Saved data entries
BEGIN

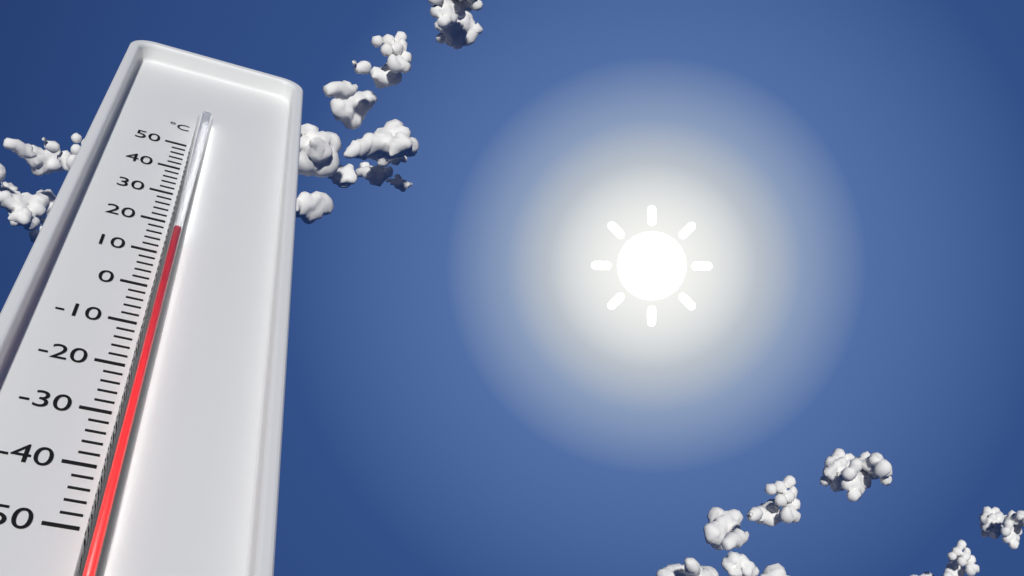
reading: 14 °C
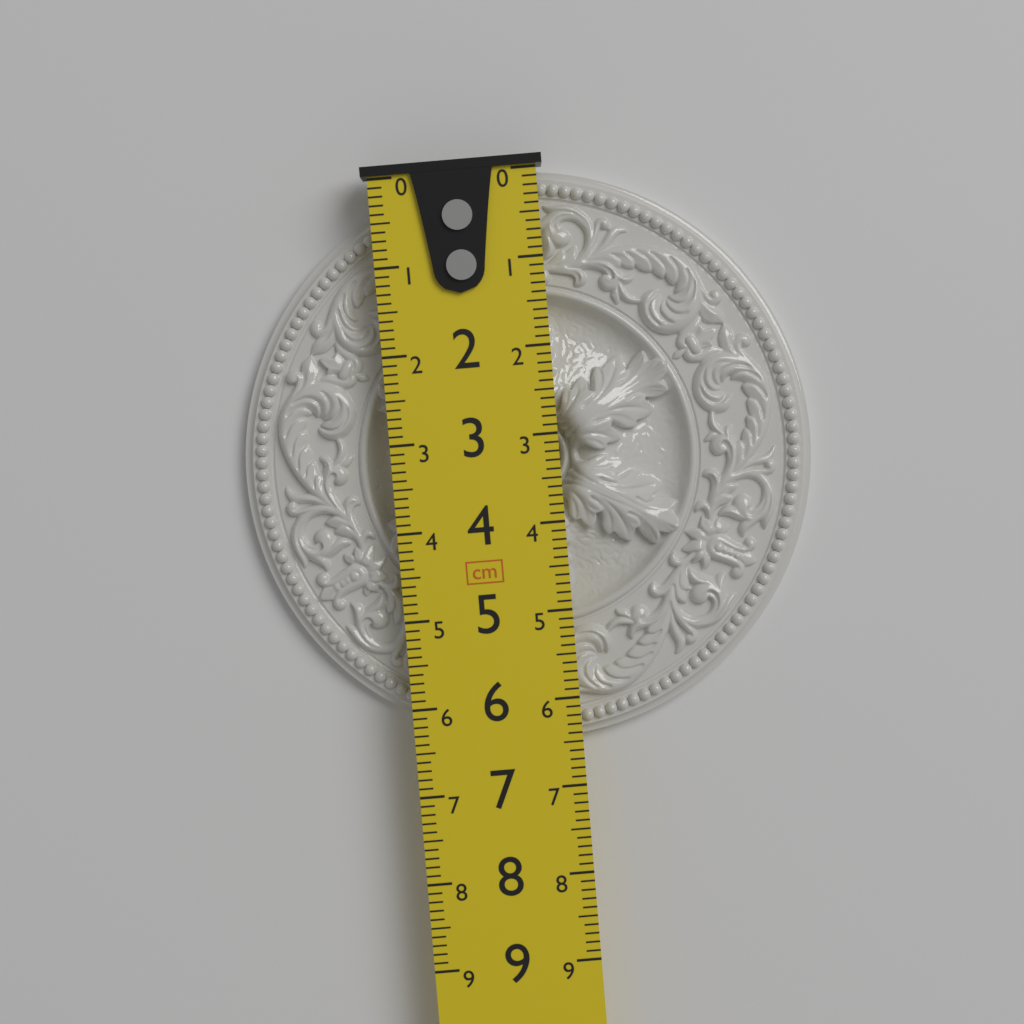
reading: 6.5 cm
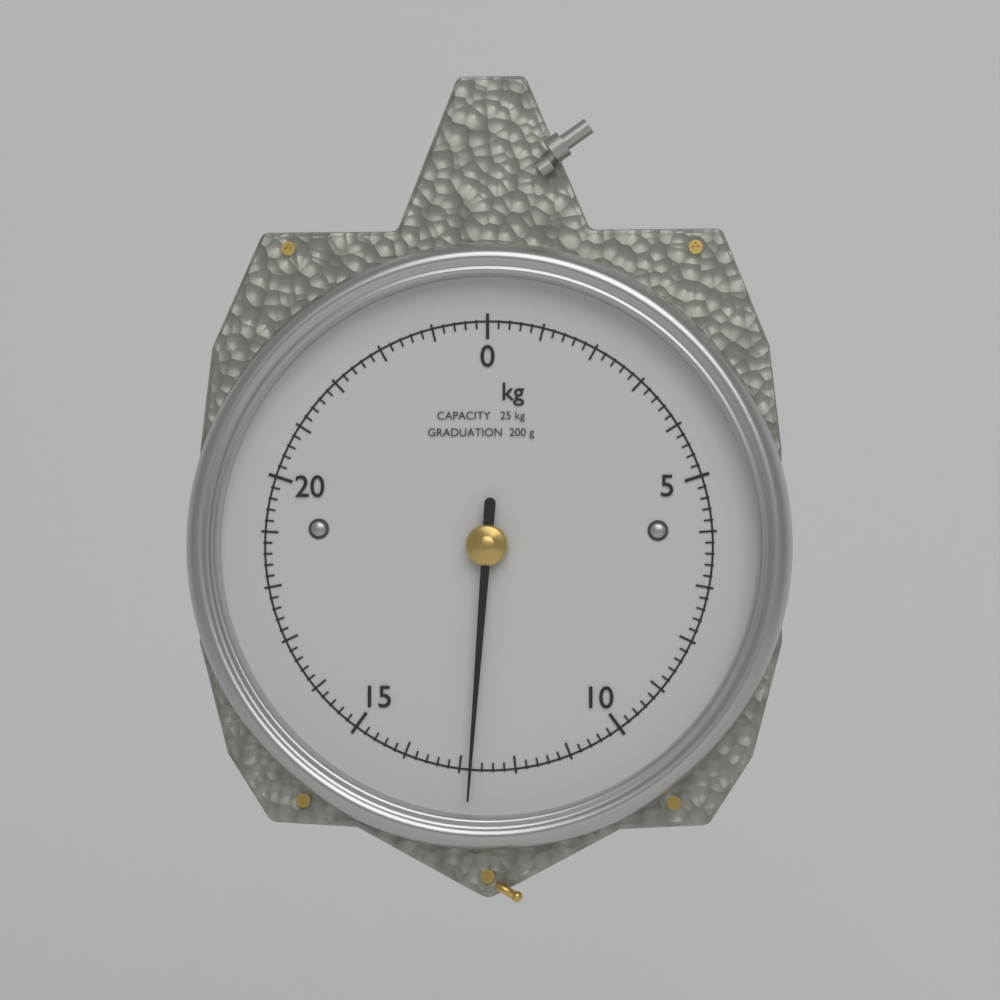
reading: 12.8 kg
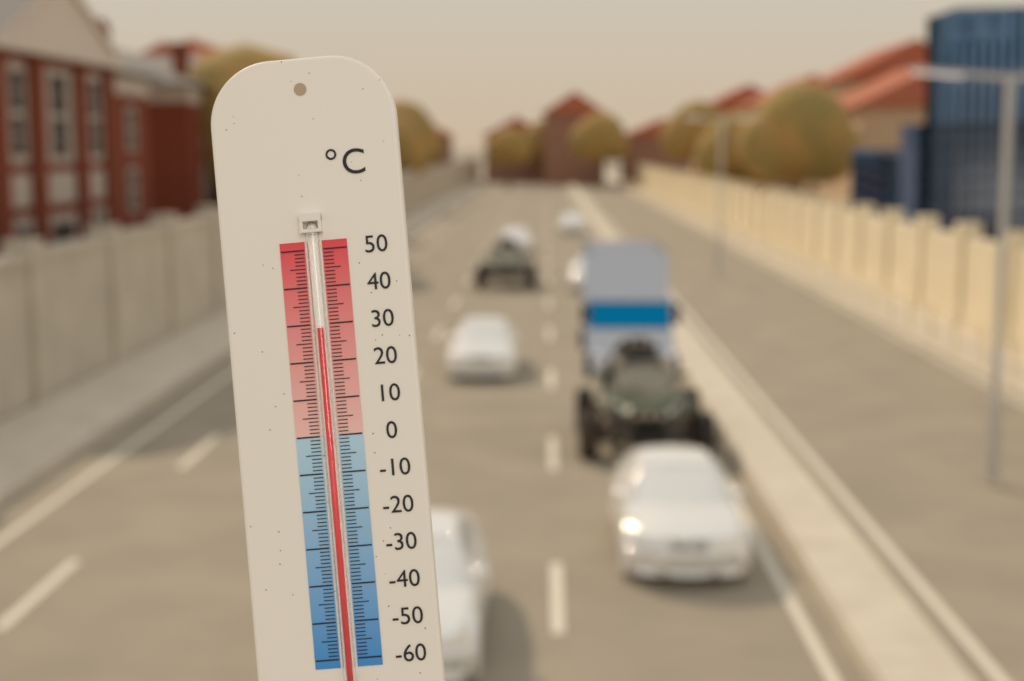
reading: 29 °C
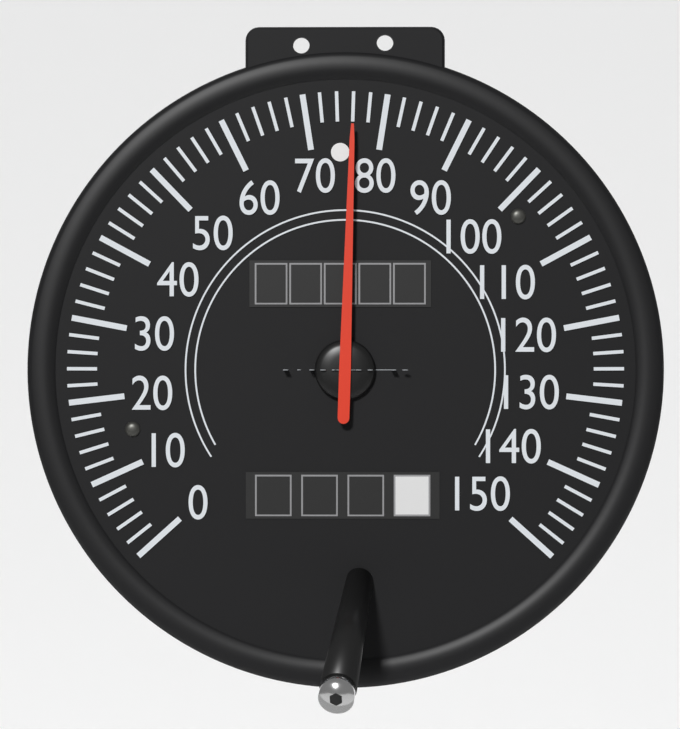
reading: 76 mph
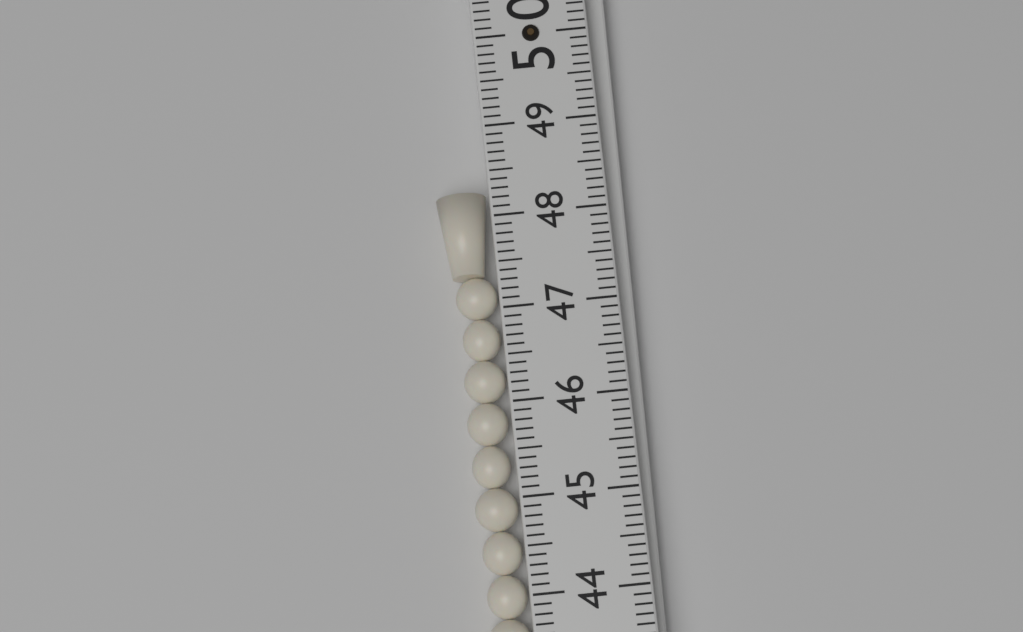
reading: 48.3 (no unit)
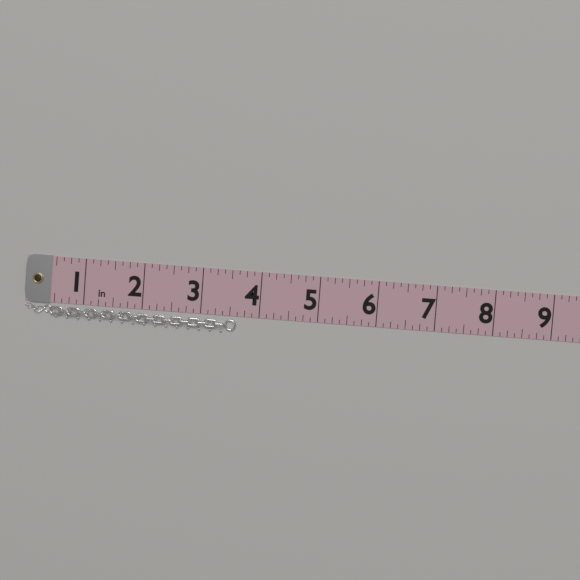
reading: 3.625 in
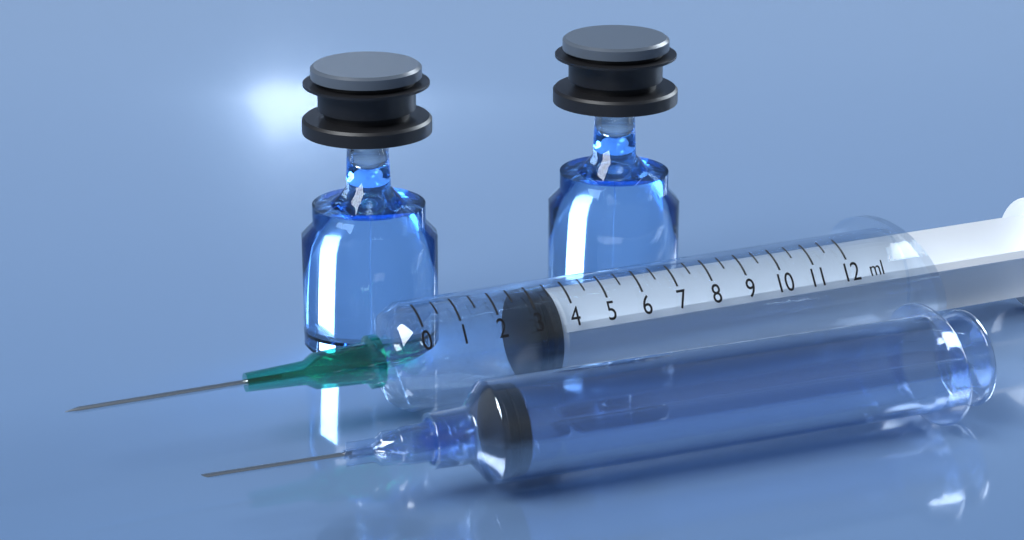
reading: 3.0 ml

END

[Problem statement]:
Each line above should be printed again exactly, though the pictures should not be.

[Output below]:
reading: 14 °C
reading: 6.5 cm
reading: 12.8 kg
reading: 29 °C
reading: 76 mph
reading: 48.3 (no unit)
reading: 3.625 in
reading: 3.0 ml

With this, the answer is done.